=== What you are asked to do ===
Once you reach the line with "The width and", copy it and every line after it exactly, up to the end of the data. Omit the pictures.

Records provided below:

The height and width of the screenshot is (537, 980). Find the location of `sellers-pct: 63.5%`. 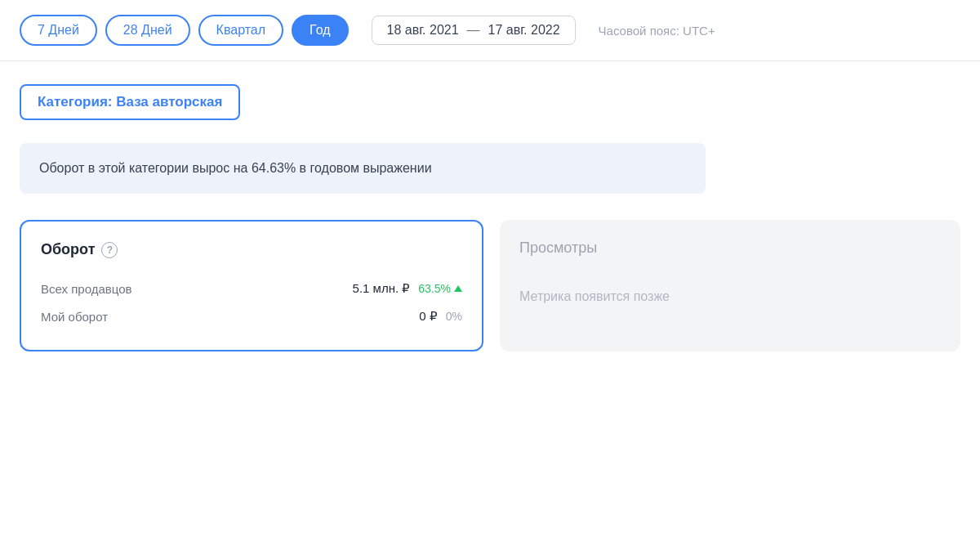

sellers-pct: 63.5% is located at coordinates (440, 289).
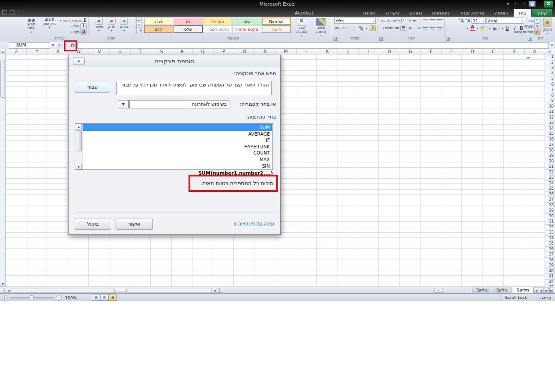  I want to click on help-on-function-link: עזרה על פונקציה זו, so click(254, 224).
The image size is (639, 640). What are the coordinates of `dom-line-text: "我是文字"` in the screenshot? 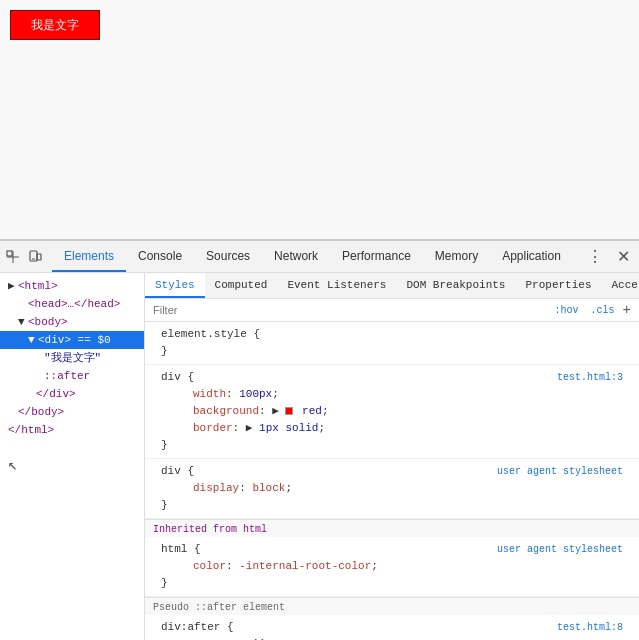 It's located at (72, 358).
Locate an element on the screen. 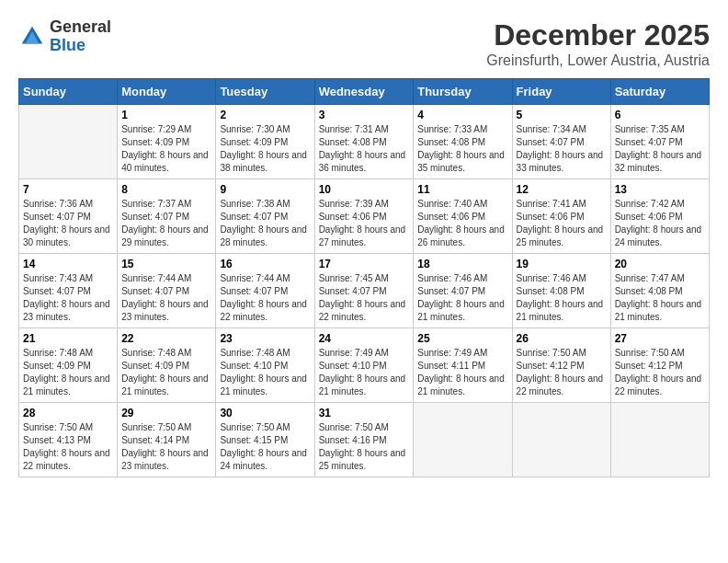 This screenshot has width=728, height=563. weekday-header-row: SundayMondayTuesdayWednesdayThursdayFrid… is located at coordinates (364, 92).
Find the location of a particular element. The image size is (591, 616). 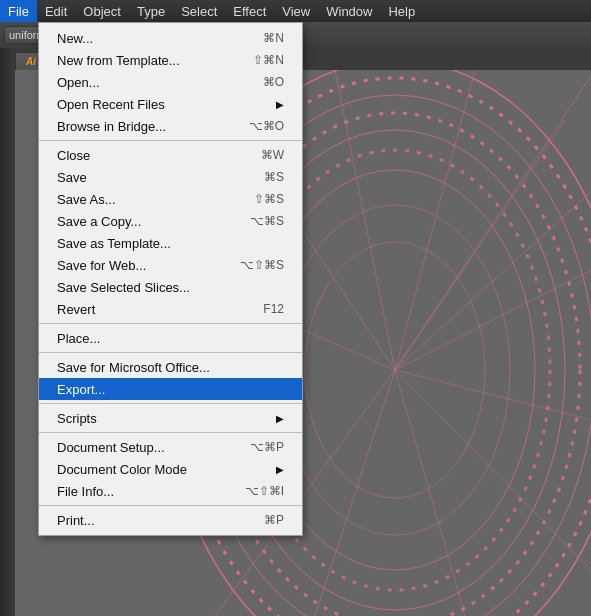

menu-item-shortcut: ⌥⇧⌘I is located at coordinates (264, 491).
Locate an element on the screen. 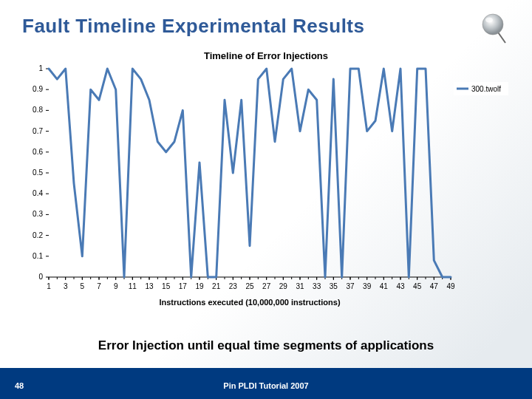  svg-text: 23 is located at coordinates (233, 287).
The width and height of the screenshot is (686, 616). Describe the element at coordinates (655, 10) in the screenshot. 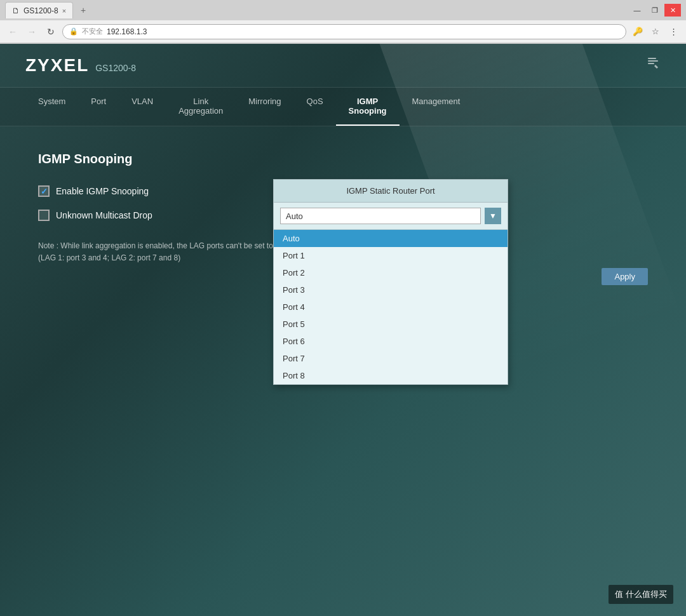

I see `window-controls: — ❐ ✕` at that location.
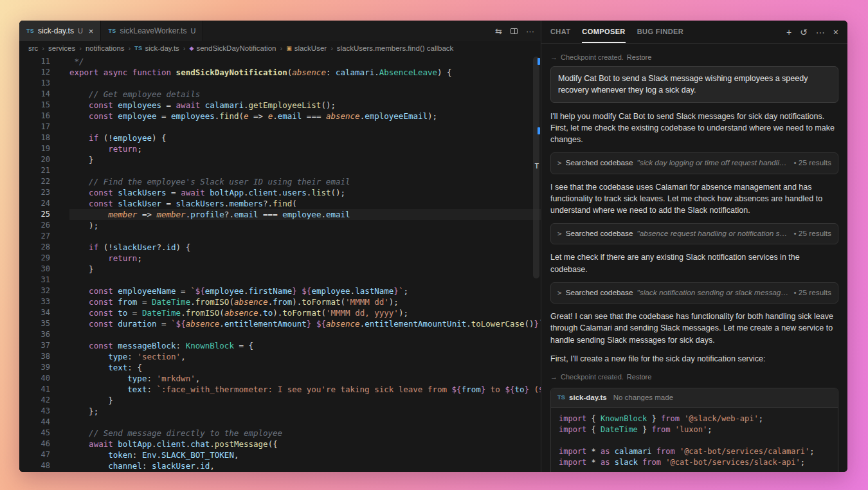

End of Records provided.

=== Exercise output ===
The width and height of the screenshot is (686, 616). Describe the element at coordinates (655, 10) in the screenshot. 

I see `window-controls: — ❐ ✕` at that location.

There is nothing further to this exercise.